I glanced back at the son. He was still staring at me, but he had distanced himself enough that he was no longer in my personal space. The way the moonlight hit him made him look like someone I knew, but, for the life of me, I couldn’t figure out who. There was something so familiar about his face that I was almost certain I had seen him somewhere before. It was the eyes. Something about his eyes—

He caught me looking and turned away to face the desert.

“Anything at all out of the ordinary you might remember could end up being important,” I said to the father. “Don’t hesitate to call the chief. He’ll know how to reach me Mr.…Sorry, I didn’t catch your name.”

“Walker,” he said. “Roman Walker. And this is my son, Ban.”

EIGHT

To say it was surreal standing in the home in which my father grew up would have been an understatement of titanic proportions. I felt like I had crossed over into some parallel universe where the father that was my father had never been my father, but some stranger who wore his skin and lived a completely different life.

I’m the kind of guy who needs to be in control of any given situation, which, in this case, was like trying to walk straight up a wall. I simply had to resign myself to the fact that I’d fallen down the rabbit hole and do my best to land on my feet. I had an investigation to conduct and could ill afford any sort of distraction, let alone one of a personal nature.

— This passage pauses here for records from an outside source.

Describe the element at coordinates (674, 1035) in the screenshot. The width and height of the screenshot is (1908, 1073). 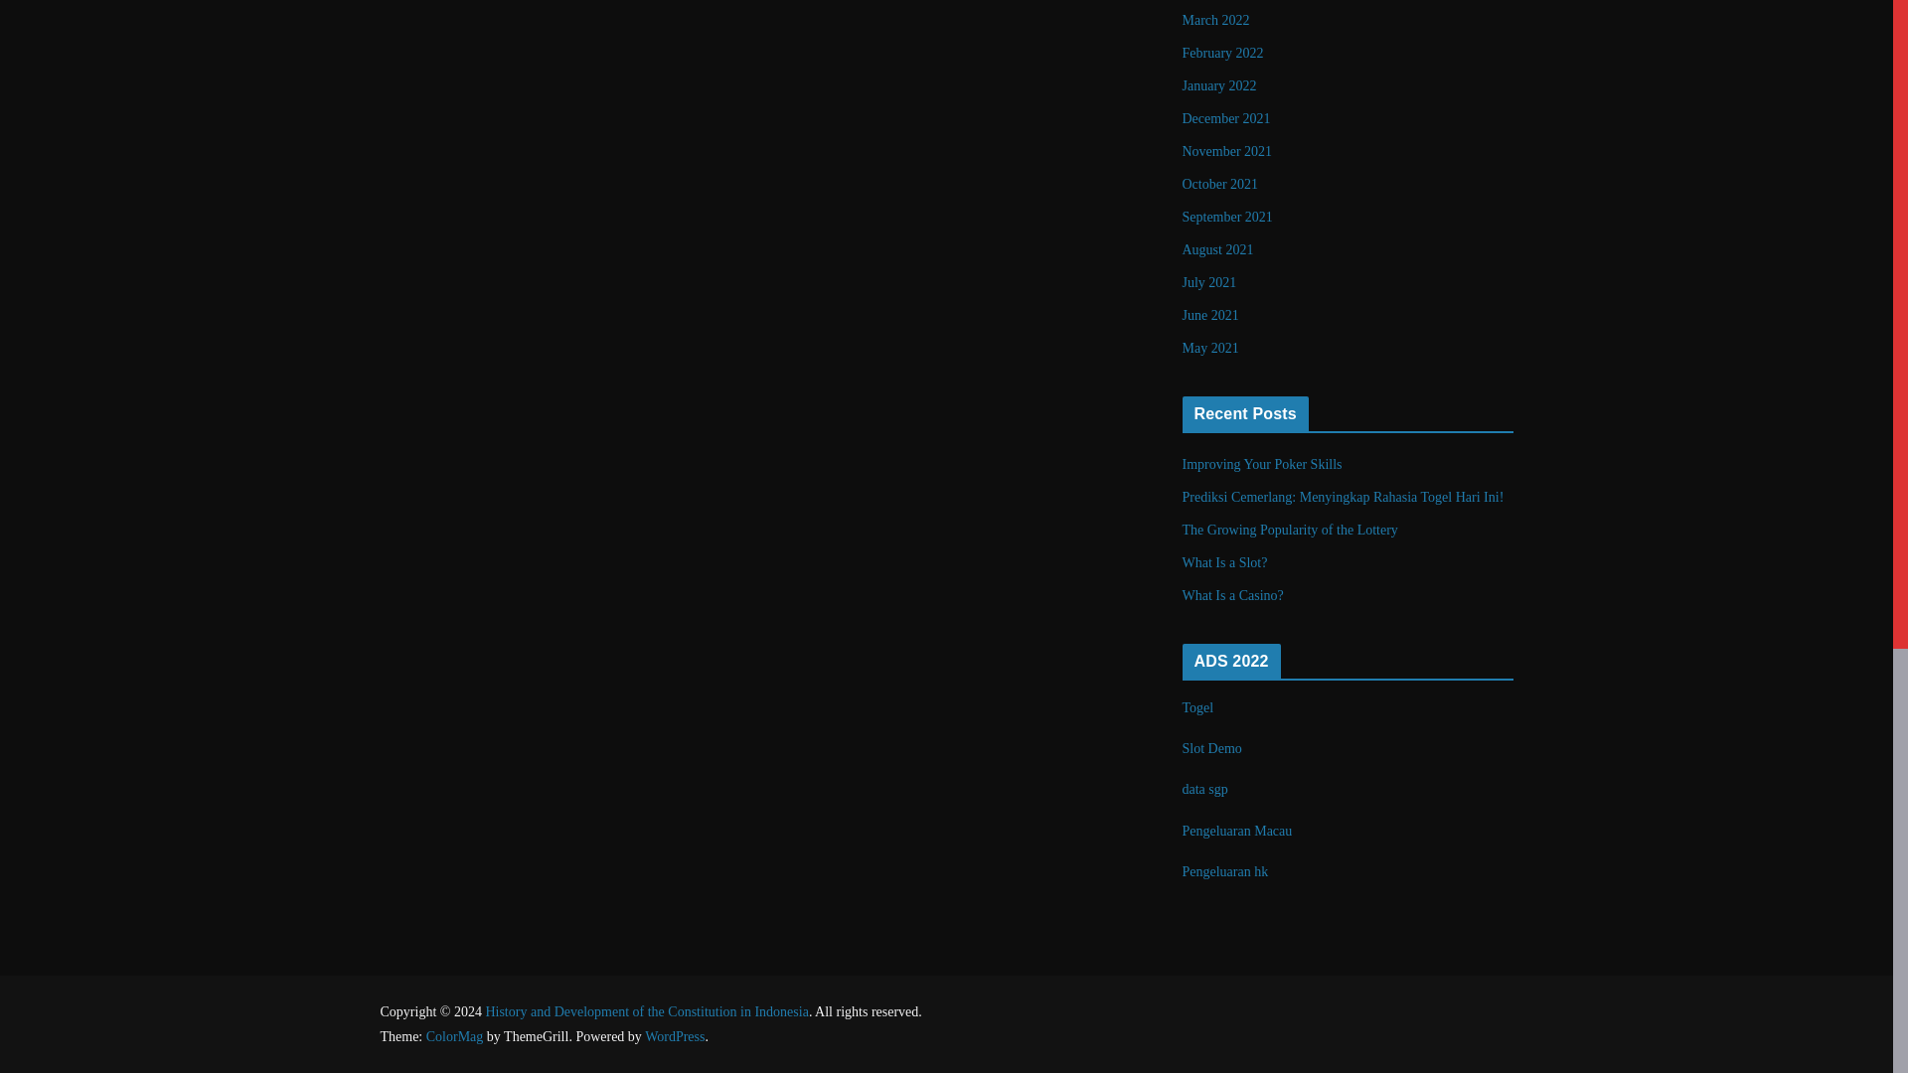
I see `WordPress` at that location.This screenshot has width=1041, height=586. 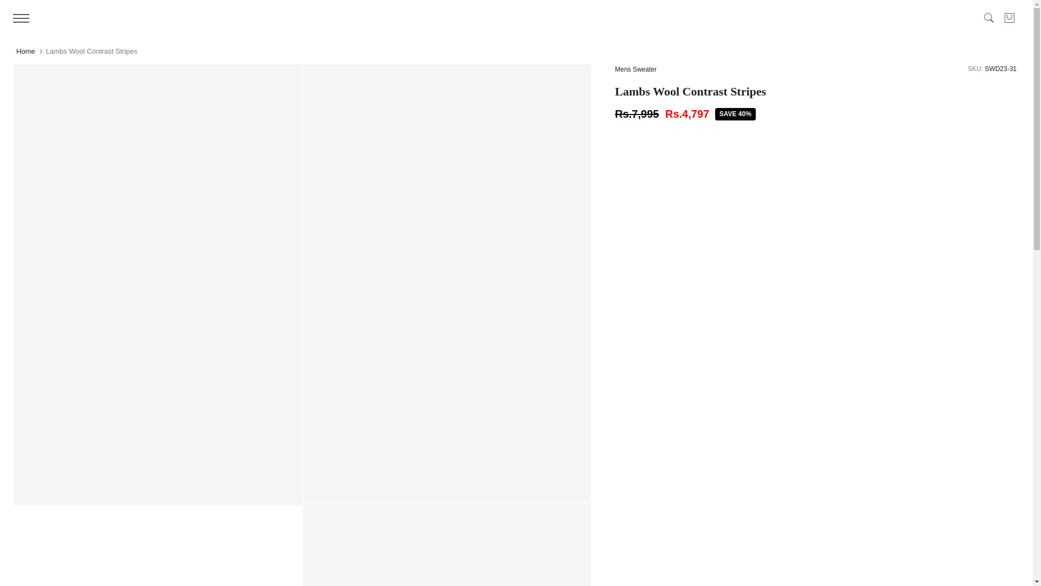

Despite my earlier gripes, I was fortunate to have ridden with the chief to the canyon. The long ride back to the station had granted me the opportunity to sort through my thoughts. And staring out into the desert at night—with the pitchfork saguaros lording over the sand and the sky so clear I could almost imagine reaching right up and grabbing the stars—did wonders to help me find something resembling a moment of clarity.

I don’t know why I hadn’t expected to encounter blood relations while I was here. It was naïve to think that my father’s parents were his only physical link to this reservation. Considering he never talked about them, why in the world would he mention an older brother? Maybe there would have come a time when my father explained the situation to me, maybe even brought my mother and me out here to see where he was from. Maybe that had always been his intention and he simply ran out of time in the end. We all make plans for the future without seriously contemplating the fact that we could be struck by a car or diagnosed with some terminal disease or vaporized by a Scud missile the very next day. I may not have known my father as well as I would have liked, but I had known him well enough to understand that he wasn’t a man willing to run forever. He was the kind who faced his demons, one way or another. Just on his own terms. Or at least that’s the way I choose to remember him, the way I choose to be myself.

I could compartmentalize when I had to. The commitment to maintaining two lives—one professional and one personal—had been a prerequisite for joining the Bureau, especially as a field agent. The problem was that in this case, I had yet to determine where to draw the line between them. I don’t believe in cosmic forces or serendipity or even coincidence. I couldn’t ignore the fact that my uncle and cousin, who previously hadn’t even existed in my wildest dreams, were the first to find the scene of a murder that was always meant to fall into my lap. Not because fate or destiny or some mystical shaman decreed it, but because I was the only logical choice for the assignment based on who I was and the skill set I possessed.

I had delivered my report via my laptop in my Crown Vic in the parking lot of the station after Antone dropped me off on his way home for the night. I think I did a reasonable job of appearing in control of the situation. I obviously hadn’t been in a position to pass along anything resembling an actual development, but Nielsen had become somewhat detached himself after learning of the second similar case that had never made it onto our radar. It could have been easily misplaced or overlooked or dismissed out of hand. Things like that happened all the time. We needed to confirm that one of those scenarios had happened, though. Otherwise the spotlight of suspicion fell squarely onto the chief and, to a lesser extent, my newfound kin.